PBS: For a NewsHour story profiling a for - profit teacher preparation program called Teach Now never asked the obvious and necessary questions about quality and effectiveness ratFor a NewsHour story profiling a for - profit teacher preparation program called Teach Now never asked the obvious and necessary questions about quality and effectiveness ratfor - profit teacher preparation program called Teach Now never asked the obvious and necessary questions about quality and effectiveness rates.
As the report notes, despite widespread calls for connecting evidence of new teachers» effectiveness back to their preparation programs, «there has been no coordinated effort to provide these programs with valid, reliable, timely, and comparable data about the [educators] they prepare» (p. 2).
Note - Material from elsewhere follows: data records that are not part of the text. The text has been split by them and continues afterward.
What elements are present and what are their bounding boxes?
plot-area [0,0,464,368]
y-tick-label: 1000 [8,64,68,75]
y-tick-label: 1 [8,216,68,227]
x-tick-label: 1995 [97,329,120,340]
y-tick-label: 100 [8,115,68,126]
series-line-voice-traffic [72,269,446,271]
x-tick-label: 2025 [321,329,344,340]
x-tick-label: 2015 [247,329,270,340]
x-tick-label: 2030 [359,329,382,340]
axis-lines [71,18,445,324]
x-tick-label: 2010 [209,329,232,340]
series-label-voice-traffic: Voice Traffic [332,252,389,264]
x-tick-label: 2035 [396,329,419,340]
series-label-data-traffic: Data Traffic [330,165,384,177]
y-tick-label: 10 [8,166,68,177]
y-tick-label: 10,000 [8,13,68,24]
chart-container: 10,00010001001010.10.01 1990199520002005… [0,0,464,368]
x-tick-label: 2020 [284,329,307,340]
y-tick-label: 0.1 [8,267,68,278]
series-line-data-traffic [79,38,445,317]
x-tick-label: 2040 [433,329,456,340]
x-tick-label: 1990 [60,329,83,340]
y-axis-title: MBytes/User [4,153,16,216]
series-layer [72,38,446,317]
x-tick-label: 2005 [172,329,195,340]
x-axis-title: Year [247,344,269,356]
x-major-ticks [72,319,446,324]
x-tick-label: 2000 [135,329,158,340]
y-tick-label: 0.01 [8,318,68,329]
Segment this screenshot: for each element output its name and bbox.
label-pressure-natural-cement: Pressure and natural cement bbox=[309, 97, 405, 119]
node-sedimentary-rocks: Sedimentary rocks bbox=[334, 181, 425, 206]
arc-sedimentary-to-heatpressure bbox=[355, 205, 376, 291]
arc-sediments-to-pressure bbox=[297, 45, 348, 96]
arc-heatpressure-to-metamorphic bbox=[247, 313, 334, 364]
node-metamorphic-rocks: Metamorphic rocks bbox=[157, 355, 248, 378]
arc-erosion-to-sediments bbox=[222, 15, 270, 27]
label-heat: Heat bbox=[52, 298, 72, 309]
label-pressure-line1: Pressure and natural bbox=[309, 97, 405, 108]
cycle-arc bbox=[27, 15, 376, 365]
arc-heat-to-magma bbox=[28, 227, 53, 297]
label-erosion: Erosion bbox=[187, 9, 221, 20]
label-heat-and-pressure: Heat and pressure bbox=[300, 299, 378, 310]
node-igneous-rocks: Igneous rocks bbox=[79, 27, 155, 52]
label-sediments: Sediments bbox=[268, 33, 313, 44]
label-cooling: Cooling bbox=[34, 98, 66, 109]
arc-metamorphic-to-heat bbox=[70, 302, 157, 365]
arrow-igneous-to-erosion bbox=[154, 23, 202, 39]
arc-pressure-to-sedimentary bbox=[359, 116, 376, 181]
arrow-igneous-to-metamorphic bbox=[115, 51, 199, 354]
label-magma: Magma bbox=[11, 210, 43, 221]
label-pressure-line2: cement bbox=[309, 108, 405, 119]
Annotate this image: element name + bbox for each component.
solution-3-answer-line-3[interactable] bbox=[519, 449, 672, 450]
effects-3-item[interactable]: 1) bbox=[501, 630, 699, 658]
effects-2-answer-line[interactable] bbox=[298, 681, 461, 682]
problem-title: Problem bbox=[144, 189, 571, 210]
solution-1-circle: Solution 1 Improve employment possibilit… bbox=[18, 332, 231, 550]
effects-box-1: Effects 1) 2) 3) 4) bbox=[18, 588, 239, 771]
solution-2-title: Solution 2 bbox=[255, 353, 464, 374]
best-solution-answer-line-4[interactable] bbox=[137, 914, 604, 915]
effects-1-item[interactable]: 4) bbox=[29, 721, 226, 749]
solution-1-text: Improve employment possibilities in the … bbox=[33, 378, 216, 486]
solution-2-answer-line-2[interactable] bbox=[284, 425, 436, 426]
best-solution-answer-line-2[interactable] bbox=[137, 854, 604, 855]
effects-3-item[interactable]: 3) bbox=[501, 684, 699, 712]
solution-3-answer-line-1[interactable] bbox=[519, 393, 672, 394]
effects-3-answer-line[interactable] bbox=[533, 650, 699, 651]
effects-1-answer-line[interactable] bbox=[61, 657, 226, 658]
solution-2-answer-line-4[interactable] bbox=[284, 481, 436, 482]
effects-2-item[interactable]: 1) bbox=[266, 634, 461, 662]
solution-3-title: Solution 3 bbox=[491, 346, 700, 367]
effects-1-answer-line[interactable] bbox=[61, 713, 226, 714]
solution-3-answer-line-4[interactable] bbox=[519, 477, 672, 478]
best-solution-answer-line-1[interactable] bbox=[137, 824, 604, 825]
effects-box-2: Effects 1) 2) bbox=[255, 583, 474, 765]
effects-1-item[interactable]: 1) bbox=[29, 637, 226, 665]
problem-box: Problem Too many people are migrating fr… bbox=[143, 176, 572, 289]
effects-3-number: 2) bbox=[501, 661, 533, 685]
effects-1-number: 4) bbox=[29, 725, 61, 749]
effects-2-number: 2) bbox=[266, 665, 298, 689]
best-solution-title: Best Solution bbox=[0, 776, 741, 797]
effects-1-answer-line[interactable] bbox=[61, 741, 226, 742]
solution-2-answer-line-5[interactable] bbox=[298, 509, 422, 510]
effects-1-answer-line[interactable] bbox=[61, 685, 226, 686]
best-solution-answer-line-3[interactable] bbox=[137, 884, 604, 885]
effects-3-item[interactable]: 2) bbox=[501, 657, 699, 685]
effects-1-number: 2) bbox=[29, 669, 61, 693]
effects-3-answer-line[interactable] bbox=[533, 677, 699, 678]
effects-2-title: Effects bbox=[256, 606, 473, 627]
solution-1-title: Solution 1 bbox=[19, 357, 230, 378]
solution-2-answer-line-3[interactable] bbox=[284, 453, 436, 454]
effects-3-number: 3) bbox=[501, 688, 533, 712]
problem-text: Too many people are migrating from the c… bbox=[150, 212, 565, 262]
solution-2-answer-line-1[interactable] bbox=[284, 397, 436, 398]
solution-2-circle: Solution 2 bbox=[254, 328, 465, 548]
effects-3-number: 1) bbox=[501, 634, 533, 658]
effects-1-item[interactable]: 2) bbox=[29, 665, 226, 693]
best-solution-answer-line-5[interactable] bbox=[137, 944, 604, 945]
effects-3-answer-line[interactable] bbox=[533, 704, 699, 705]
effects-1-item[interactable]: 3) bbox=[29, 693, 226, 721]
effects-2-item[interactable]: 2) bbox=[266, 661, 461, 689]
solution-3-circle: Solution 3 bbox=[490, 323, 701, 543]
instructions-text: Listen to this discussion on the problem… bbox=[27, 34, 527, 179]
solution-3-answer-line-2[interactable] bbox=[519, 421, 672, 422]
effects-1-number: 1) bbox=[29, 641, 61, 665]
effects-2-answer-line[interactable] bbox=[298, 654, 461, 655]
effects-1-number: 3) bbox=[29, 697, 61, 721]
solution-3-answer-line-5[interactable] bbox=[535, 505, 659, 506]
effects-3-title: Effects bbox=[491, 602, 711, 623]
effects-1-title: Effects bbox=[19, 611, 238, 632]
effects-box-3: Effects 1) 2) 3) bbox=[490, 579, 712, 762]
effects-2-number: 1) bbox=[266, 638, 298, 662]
Also recall that one of the key reports that triggered the current call for VAMs, as the «more objective» measures needed to measure and therefore improve teacher effectiveness, was based on data that suggested that «too many teachers» were being rated as satisfactory or above.
Although evaluation has traditionally been a local responsibility, federal programs have been calling for states to require evaluation systems that include specific measures of teacher effectiveness, such as student achievement data.
If teacher effectiveness depends on context, this is another source of error that calls for further study.
The new attention to effectiveness is most obvious in the call for improving teacher evaluation.
The Long Beach Unified School District's use of student scores to assess the effectiveness of programs, instructional strategies and teachers is a rarity in California, and state Supt. of Public Instruction Jack O'Connell called it a model for other California school districts during a hastily arranged round - table discussion.
In response first to the federal Race to the Top grant and then the NCLB waiver mandates, Connecticut developed a teacher and principal evaluation system calling for student standardized test scores to be a part of a teacher and principal's effectiveness rating.
Ripley calls for high quality teachers but fails to discuss the conundrum American teachers face, as their profession is simultaneously being de-professionalized and scrutinized for effectiveness through accountability policy (Milner IV, 2013).
Indeed, Pam Benigno, director of the Education Policy Center at the Independence Institute, called it a «landmark day in Colorado,» saying the bill «will align evaluated teacher and principal effectiveness more closely with student academic growth and weaken tenure protections for consistently ineffective teachers
In response to the call for increased rigor and effectiveness in teacher preparation, one of the largest teacher preparation programs in the country, Mary Lou Fulton Teachers College at Arizona State University (ASU), implemented iTeachAZ.